You should ask yourself how valuable it is to display data for every iteration, and what about this data the user really cares about. I think the main thing you need to do here is just reduce the amount of data you display to the user.
For example, if the user only care about the trend, then you could easily get away with evaluating these functions only every so many iterations (instead of every iteration). On the graph above, you could probably get just as informative a plot by drawing only the value on the curve every 100 iterations, which would reduce the size of your data set (and the speed of your drawing algorithm) by a factor of 100. Obviously, you could adjust this if you happen to need more detail.
To avoid having to recompute data points when you redraw, just keep around the small set of points you've already drawn in memory instead of recomputing or reloading all the data. You can avoid going to disk this way, and you won't be doing nearly as much work getting all those points rendered again.
If you're concerned about things like missing outliers due to sampling error, a simple thing you can do would be to compute the set of sample points based on sliding windows instead of single samples from the original data. You might keep around max, min, mean, median, and possibly compute error bars for the data you display to the user.
If you need to get really aggressive, people have come up with tons of fancy methods for reducing and displaying time series data. For further information, you could check out the wikipedia article, or look into toolkits like R, which have a lot of these methods built in already.
Finally, this stackoverflow question seems relevant, too.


### Aim of the task
List all lines in the material below that contain "order".

[Exercise material Boundary: Start]

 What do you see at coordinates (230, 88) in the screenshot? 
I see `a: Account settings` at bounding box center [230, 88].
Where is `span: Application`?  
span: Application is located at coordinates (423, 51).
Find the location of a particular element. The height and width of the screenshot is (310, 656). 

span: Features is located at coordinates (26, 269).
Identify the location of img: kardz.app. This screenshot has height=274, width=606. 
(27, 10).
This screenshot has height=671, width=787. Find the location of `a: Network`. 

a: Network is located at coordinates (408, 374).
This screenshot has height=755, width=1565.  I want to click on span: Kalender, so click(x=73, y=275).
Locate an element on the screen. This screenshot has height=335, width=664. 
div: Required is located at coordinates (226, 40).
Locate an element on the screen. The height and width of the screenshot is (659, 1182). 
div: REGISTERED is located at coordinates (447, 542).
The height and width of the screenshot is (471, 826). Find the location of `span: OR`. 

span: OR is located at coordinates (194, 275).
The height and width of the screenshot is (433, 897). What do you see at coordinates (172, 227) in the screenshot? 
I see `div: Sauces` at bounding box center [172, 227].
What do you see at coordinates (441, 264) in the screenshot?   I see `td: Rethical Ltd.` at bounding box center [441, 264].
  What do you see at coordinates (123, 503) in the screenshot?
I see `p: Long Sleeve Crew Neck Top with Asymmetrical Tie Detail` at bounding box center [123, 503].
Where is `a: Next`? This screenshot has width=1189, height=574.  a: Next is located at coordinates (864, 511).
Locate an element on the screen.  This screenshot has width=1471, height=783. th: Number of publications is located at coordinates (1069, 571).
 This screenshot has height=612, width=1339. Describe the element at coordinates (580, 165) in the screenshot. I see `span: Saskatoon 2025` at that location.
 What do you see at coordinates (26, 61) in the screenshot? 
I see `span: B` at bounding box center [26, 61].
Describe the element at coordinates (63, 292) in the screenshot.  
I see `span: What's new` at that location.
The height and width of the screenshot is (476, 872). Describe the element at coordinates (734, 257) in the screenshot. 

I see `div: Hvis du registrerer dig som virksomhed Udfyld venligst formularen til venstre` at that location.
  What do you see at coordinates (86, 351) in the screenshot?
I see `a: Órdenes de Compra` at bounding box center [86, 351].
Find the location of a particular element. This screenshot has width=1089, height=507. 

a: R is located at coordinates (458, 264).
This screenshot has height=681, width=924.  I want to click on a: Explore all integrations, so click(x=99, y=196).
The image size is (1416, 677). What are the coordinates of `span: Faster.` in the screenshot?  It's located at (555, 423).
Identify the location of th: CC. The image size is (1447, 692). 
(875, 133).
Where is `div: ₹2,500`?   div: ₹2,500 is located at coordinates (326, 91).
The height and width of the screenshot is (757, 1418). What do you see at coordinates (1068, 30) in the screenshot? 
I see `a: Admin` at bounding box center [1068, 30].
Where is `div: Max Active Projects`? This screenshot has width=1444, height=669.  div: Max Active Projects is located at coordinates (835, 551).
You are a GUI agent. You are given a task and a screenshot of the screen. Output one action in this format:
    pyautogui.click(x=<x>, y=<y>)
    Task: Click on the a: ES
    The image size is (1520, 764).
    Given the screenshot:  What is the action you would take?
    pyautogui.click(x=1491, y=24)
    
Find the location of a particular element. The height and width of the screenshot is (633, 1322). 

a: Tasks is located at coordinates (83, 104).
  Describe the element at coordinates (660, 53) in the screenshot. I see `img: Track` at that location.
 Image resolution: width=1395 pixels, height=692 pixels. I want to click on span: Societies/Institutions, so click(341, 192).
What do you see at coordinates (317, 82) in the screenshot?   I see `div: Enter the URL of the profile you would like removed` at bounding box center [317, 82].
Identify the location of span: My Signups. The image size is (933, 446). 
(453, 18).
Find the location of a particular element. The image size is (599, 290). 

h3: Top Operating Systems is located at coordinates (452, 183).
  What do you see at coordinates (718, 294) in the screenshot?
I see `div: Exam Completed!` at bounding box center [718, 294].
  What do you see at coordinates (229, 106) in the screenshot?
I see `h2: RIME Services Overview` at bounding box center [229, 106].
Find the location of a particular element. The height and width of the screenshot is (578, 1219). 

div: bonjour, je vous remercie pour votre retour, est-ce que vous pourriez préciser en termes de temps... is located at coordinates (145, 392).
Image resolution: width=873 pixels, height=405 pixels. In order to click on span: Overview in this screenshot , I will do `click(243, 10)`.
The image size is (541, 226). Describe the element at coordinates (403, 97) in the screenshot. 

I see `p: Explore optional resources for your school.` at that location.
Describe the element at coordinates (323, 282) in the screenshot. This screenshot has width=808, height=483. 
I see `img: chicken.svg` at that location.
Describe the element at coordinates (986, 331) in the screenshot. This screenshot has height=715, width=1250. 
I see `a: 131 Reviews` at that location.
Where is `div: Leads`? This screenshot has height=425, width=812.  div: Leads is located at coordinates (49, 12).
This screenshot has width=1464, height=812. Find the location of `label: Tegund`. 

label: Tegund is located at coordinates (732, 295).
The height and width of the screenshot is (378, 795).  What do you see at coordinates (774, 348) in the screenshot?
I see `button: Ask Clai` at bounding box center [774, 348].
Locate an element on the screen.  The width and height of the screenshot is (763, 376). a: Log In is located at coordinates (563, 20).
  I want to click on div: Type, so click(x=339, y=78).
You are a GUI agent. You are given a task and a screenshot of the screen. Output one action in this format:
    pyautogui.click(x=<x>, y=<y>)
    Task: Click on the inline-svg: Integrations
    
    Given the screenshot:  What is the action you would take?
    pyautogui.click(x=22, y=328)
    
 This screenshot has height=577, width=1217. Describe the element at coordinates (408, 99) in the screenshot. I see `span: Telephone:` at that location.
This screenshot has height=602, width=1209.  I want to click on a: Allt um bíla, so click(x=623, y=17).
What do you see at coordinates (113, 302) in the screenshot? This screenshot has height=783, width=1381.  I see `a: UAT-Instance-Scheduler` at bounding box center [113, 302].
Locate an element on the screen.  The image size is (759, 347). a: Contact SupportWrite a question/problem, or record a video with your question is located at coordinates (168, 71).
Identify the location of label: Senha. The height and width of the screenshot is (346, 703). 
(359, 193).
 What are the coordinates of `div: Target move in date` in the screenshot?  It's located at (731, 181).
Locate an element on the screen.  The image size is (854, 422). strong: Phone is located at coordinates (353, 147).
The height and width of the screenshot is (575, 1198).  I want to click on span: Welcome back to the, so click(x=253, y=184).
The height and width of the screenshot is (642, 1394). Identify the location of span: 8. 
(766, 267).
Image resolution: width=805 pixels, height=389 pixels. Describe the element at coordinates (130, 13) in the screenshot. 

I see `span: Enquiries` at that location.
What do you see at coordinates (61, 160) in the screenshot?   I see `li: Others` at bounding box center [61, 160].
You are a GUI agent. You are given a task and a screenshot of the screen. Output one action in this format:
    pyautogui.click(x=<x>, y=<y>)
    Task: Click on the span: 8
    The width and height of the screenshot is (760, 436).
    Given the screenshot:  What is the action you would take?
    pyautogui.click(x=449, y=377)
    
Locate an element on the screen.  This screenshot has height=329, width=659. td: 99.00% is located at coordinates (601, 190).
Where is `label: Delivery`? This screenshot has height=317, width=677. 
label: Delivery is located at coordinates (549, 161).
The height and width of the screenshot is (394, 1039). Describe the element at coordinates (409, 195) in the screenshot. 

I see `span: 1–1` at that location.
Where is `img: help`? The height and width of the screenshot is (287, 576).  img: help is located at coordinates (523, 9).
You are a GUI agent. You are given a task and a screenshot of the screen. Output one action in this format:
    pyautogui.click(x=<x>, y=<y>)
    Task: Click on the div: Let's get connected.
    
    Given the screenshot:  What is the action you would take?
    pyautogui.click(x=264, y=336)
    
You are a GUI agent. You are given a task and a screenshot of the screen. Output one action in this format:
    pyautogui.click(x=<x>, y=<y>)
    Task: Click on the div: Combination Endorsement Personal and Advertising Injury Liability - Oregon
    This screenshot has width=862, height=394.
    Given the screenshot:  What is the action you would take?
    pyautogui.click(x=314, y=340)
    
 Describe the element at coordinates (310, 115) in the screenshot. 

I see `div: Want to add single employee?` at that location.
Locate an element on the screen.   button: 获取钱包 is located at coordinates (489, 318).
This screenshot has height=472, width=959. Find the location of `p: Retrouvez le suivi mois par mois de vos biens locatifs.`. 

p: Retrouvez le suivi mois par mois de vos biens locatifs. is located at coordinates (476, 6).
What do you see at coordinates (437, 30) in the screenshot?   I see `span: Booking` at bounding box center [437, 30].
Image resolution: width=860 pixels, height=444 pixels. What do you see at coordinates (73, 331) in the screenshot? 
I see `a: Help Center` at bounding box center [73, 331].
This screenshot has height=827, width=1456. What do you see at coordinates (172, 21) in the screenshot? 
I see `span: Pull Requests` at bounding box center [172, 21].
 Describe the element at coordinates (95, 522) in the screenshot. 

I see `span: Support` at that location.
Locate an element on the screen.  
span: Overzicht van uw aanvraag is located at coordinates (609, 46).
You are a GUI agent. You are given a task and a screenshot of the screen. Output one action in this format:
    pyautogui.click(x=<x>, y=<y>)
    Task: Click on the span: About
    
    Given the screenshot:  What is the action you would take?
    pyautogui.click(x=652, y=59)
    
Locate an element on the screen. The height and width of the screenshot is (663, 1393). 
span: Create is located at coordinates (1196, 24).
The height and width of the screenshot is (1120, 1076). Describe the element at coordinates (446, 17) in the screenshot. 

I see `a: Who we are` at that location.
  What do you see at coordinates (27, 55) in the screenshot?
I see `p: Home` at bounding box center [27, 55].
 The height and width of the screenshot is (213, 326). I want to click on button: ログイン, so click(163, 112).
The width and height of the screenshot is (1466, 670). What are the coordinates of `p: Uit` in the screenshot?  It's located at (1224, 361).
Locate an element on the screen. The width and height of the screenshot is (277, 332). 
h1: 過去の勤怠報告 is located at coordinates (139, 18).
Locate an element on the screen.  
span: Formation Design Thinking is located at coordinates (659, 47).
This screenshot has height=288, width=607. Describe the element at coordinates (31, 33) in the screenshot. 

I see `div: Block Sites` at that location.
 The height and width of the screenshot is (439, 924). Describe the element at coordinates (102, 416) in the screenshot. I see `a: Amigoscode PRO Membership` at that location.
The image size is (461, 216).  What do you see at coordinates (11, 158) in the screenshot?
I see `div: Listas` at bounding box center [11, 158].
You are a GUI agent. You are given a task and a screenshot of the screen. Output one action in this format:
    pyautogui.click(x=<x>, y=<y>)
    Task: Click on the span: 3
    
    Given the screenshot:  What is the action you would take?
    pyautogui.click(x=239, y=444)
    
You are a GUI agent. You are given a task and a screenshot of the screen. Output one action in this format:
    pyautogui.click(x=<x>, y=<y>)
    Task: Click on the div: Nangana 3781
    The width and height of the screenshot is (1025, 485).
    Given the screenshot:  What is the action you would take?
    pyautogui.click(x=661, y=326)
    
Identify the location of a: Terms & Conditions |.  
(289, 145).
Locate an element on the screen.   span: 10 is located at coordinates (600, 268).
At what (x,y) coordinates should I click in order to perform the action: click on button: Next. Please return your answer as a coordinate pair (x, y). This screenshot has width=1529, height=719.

[Exercise material Boundary: End]

### Expected output
Image resolution: width=873 pixels, height=405 pixels. In order to click on span: Overview in this screenshot , I will do `click(243, 10)`.
At what (x,y) coordinates should I click in order to perform the action: click on button: Next. Please return your answer as a coordinate pair (x, y). This screenshot has width=1529, height=719.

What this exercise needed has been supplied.